No sign-up and no install. The conversion runs locally, so it is instant and your data never leaves your device.
Example: CSV to a workbook
Starting from this CSV:
name,total,note Jane,1200,top priority Omar,950,standard
the converter produces an .xlsx workbook whose first sheet looks like:
| name | total | note |
|---|---|---|
| Jane | 1200 | top priority |
| Omar | 950 | standard |
Each comma-separated value lands in its own cell, the header sits on the first row, and the file opens as a clean spreadsheet rather than a column of raw text.
Use cases
Turning CSV into Excel helps in many situations:
- Clean opening: avoid Excel mangling a CSV on import.
- Sharing: send a polished workbook to colleagues who expect .xlsx.
- Further editing: add formulas, formatting or extra sheets after converting.
- Reports: hand off exported data in the format stakeholders prefer.
- Templates: turn a generated CSV into a starting workbook.
Going the other way, the Excel to CSV converter produces text CSV, and to inspect any spreadsheet first the Excel Viewer opens it in the browser.
Tips and common mistakes
Keep these in mind:
- Include a header row so the columns are labeled in the workbook.
- Quote correctly: values with commas, quotes or line breaks must be wrapped in double quotes in the source CSV, with internal quotes doubled, or columns may shift.
- Leading zeros: converting to .xlsx preserves the value as written, but if you later edit the cell as a number Excel may drop the zero. Format such cells as text if it matters.
- Encoding: paste UTF-8 text so accented characters carry over correctly.
- Consistent columns: every row should have the same number of fields as the header for a tidy grid.
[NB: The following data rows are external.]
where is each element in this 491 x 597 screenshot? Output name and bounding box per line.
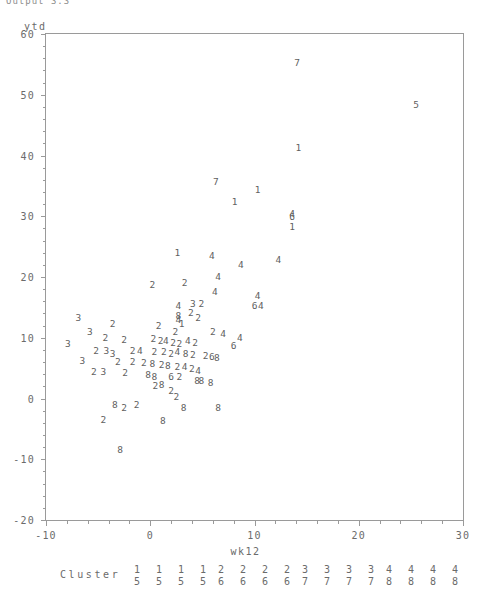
data-point: 1 [174, 248, 180, 258]
data-point: 2 [110, 320, 116, 330]
y-tick-label: 50 [0, 89, 35, 100]
legend-item: 48 [425, 564, 441, 588]
data-point: 2 [134, 400, 140, 410]
data-point: 4 [258, 301, 264, 311]
y-tick-mark [41, 277, 46, 278]
x-minor-tick-mark [400, 521, 401, 524]
top-caption: Output 3.3 [6, 0, 70, 6]
data-point: 2 [189, 365, 195, 375]
legend-item: 37 [297, 564, 313, 588]
y-tick-label: 20 [0, 272, 35, 283]
x-minor-tick-mark [296, 521, 297, 524]
data-point: 2 [91, 368, 97, 378]
y-minor-tick-mark [43, 447, 46, 448]
y-minor-tick-mark [43, 435, 46, 436]
y-minor-tick-mark [43, 508, 46, 509]
data-point: 4 [176, 301, 182, 311]
data-point: 8 [181, 403, 187, 413]
x-minor-tick-mark [129, 521, 130, 524]
data-point: 8 [112, 400, 118, 410]
y-tick-mark [41, 459, 46, 460]
legend-item-top: 4 [425, 564, 441, 576]
x-tick-label: -10 [35, 530, 57, 541]
y-minor-tick-mark [43, 46, 46, 47]
data-point: 8 [215, 403, 221, 413]
data-point: 2 [192, 338, 198, 348]
chart-canvas: Output 3.3 ytd wk12 -20-100102030405060 … [0, 0, 491, 597]
data-point: 2 [173, 393, 179, 403]
y-minor-tick-mark [43, 180, 46, 181]
legend-item-bottom: 8 [447, 576, 463, 588]
data-point: 2 [130, 346, 136, 356]
y-tick-mark [41, 95, 46, 96]
data-point: 5 [413, 100, 419, 110]
legend-item-top: 2 [235, 564, 251, 576]
data-point: 2 [130, 357, 136, 367]
data-point: 8 [198, 377, 204, 387]
legend-item-top: 3 [319, 564, 335, 576]
x-minor-tick-mark [192, 521, 193, 524]
x-minor-tick-mark [171, 521, 172, 524]
legend-item: 15 [173, 564, 189, 588]
y-minor-tick-mark [43, 265, 46, 266]
y-tick-mark [41, 216, 46, 217]
data-point: 8 [208, 378, 214, 388]
data-point: 2 [152, 347, 158, 357]
legend-item-bottom: 6 [257, 576, 273, 588]
legend-item-bottom: 5 [173, 576, 189, 588]
legend-item-top: 4 [403, 564, 419, 576]
legend-item-top: 2 [213, 564, 229, 576]
y-minor-tick-mark [43, 471, 46, 472]
data-point: 1 [289, 222, 295, 232]
data-point: 2 [161, 348, 167, 358]
legend-item: 37 [363, 564, 379, 588]
y-minor-tick-mark [43, 131, 46, 132]
y-minor-tick-mark [43, 496, 46, 497]
x-tick-label: 20 [352, 530, 366, 541]
y-tick-label: -20 [0, 515, 35, 526]
data-point: 7 [294, 58, 300, 68]
y-minor-tick-mark [43, 326, 46, 327]
legend-item: 48 [447, 564, 463, 588]
legend-item: 26 [279, 564, 295, 588]
y-minor-tick-mark [43, 192, 46, 193]
data-point: 2 [168, 349, 174, 359]
x-minor-tick-mark [109, 521, 110, 524]
x-tick-label: 10 [247, 530, 261, 541]
legend-item-bottom: 5 [151, 576, 167, 588]
legend-item: 48 [403, 564, 419, 588]
data-point: 7 [213, 177, 219, 187]
data-point: 2 [103, 333, 109, 343]
legend-item-top: 3 [297, 564, 313, 576]
y-minor-tick-mark [43, 374, 46, 375]
data-point: 8 [214, 354, 220, 364]
legend-item-top: 3 [341, 564, 357, 576]
data-point: 4 [276, 255, 282, 265]
legend-item-top: 1 [151, 564, 167, 576]
data-point: 1 [179, 320, 185, 330]
legend-item-bottom: 7 [297, 576, 313, 588]
data-point: 3 [87, 327, 93, 337]
legend-item-bottom: 6 [279, 576, 295, 588]
data-point: 2 [121, 403, 127, 413]
data-point: 8 [160, 416, 166, 426]
y-minor-tick-mark [43, 107, 46, 108]
legend-item-bottom: 8 [381, 576, 397, 588]
legend-item-top: 1 [129, 564, 145, 576]
x-tick-mark [463, 521, 464, 526]
data-point: 6 [231, 342, 237, 352]
y-minor-tick-mark [43, 350, 46, 351]
data-point: 1 [255, 185, 261, 195]
legend-item: 48 [381, 564, 397, 588]
data-point: 3 [100, 368, 106, 378]
x-tick-mark [359, 521, 360, 526]
x-minor-tick-mark [88, 521, 89, 524]
data-point: 2 [115, 357, 121, 367]
legend-item-bottom: 7 [319, 576, 335, 588]
x-tick-label: 30 [456, 530, 470, 541]
y-tick-label: 10 [0, 332, 35, 343]
data-point: 8 [159, 380, 165, 390]
x-minor-tick-mark [442, 521, 443, 524]
plot-area: -20-100102030405060 -100102030 751711461… [45, 33, 464, 521]
y-tick-label: 0 [0, 393, 35, 404]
Privacy: built in your browser
Your CSV may contain customer records, financial figures or other private data. The CSV to Excel Converter parses the CSV and builds the .xlsx file entirely in your browser with JavaScript, so nothing is uploaded, logged or stored on a server. The data stays on your device throughout.
That makes it safe for sensitive datasets. Discover more private spreadsheet and data tools in the dev tools category or see all tools.
Try the tool from this guide
CSV to Excel Converter
Turn CSV into an XLSX file.
Open CSV to Excel ConverterFrequently asked questions
Is the CSV to Excel Converter free?
Yes, it is completely free with no sign-up and no limits. Paste a CSV and download a real .xlsx file instantly.
Is my CSV data uploaded anywhere?
No. The CSV is parsed and the Excel file is built entirely in your browser. Nothing is uploaded to a server, logged or stored, so your data stays private.
Does it create a real .xlsx file?
Yes. The output is a genuine Excel workbook that opens cleanly in Excel, Google Sheets and Apple Numbers, not just a renamed CSV.
Why convert CSV to Excel instead of just opening the CSV?
Opening a CSV directly often lets Excel misparse it - merged columns, lost leading zeros or garbled accents. Converting to .xlsx first places values in explicit cells so the file opens predictably.
Are quoted fields and commas handled?
Yes. The parser follows the CSV standard, so values in double quotes and commas inside them are kept together and placed in the correct cells.